In the high Sierra De Baoruco mountain range, of the southwestern Dominican Republic towards the border with Haiti. The town of Barahona and Enriquillo Lake are in the vicinity. The Three Eyes National Park (Parque Nacional Los Tres Ojos) Near Santo Domingo, this nature area features a series of caverns and underground lagoons.
Pedro Henríquez Ureña was born in Santo Domingo, the third of four siblings.Henríquez's father was Francisco Henríquez y Carvajal, a doctor and politician who was also an intellectual who maintained permanent contact with the most important representatives of the Hispanic Modernism movements from the early 20th century.
Enriquillo, an orphan, was later raised in a Santo Domingo monastery and given the name of "Enrico". [5] One of his mentors was Bartolomé de las Casas. De las Casas was a Spanish Roman Catholic Priest focused on the rights of Native Americans. [6] Enriquillo owned a steed and could read and write Castilian.
Gradual establishment of regional water and sewer companies (1973-1998) Santiago, the second city of the Dominican Republic. In 1973, under the second Presidency of Joaquín Balaguer (1966–1978), CAASD was set up in the capital Santo Domingo as the first regional water and sewer company.
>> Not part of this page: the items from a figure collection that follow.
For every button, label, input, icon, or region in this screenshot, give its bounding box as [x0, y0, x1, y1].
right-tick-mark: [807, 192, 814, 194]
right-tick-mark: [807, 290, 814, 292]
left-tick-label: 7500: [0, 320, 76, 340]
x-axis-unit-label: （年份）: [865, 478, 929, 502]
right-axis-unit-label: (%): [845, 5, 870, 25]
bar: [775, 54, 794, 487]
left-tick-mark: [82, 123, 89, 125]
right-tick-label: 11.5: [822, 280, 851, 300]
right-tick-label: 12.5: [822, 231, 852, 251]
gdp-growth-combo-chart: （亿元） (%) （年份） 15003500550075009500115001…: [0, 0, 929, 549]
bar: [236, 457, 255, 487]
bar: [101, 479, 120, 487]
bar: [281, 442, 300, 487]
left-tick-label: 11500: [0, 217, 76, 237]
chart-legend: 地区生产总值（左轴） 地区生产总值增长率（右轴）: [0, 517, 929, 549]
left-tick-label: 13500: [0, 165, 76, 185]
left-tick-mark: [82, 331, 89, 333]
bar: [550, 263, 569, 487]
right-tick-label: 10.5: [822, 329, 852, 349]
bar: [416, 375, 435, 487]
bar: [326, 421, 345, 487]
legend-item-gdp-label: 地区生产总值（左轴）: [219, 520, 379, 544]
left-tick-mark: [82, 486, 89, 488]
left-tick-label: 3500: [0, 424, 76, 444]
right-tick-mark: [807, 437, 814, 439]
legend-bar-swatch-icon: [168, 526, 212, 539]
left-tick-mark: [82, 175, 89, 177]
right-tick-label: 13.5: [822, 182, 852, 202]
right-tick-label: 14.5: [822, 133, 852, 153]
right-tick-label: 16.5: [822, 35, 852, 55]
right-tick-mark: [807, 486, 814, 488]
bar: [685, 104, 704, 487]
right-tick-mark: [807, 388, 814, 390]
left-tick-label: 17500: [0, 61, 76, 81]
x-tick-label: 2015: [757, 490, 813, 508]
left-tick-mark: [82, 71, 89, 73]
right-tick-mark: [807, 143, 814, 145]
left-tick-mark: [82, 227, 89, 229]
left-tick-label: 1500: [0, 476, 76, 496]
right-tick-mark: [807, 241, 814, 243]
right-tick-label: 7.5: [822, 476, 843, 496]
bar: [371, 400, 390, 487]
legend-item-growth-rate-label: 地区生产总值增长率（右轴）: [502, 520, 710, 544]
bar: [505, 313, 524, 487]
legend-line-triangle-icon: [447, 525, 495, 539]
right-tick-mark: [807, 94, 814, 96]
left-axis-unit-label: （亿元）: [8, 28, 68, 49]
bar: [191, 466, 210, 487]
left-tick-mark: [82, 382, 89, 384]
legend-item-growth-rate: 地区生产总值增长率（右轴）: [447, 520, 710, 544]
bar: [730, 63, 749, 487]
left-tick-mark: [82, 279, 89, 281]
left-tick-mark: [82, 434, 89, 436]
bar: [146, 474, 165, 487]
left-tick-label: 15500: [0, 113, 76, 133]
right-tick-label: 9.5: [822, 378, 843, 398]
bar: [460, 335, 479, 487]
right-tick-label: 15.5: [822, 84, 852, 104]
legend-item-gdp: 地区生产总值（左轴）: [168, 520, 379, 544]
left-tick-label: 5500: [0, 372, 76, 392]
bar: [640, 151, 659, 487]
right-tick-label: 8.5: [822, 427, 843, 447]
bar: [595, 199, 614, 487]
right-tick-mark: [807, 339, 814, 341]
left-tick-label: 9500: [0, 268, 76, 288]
The Santo Domingo Convent, or Basilic of Our Lady of the Rosary and Convent of Santo Domingo is a convent for Our Lady of the Rosary located in the Monserrat neighborhood of Buenos Aires. Built during the colonial times, it was the scenario of a military conflict during the British invasions of the Río de la Plata.
Aguas Corrientes is a small town in the Canelones Department of southern Uruguay. Its name (running waters) is derived from the installations of pumping, filtration and purification of water from the Santa Lucia River, which is the largest in the country, supplying drinking water to the departments of Montevideo and Canelones.
Saint Ignatius is the oldest church preserved in Buenos Aires, and was declared a National Historic Monument in 1942. [2] On June 16, 1955, during a government campaign against the Church, after a failed revolution against Juan Domingo Perón 's government, Peronist mobs burnt most churches of Buenos Aires, including Saint Ignatius.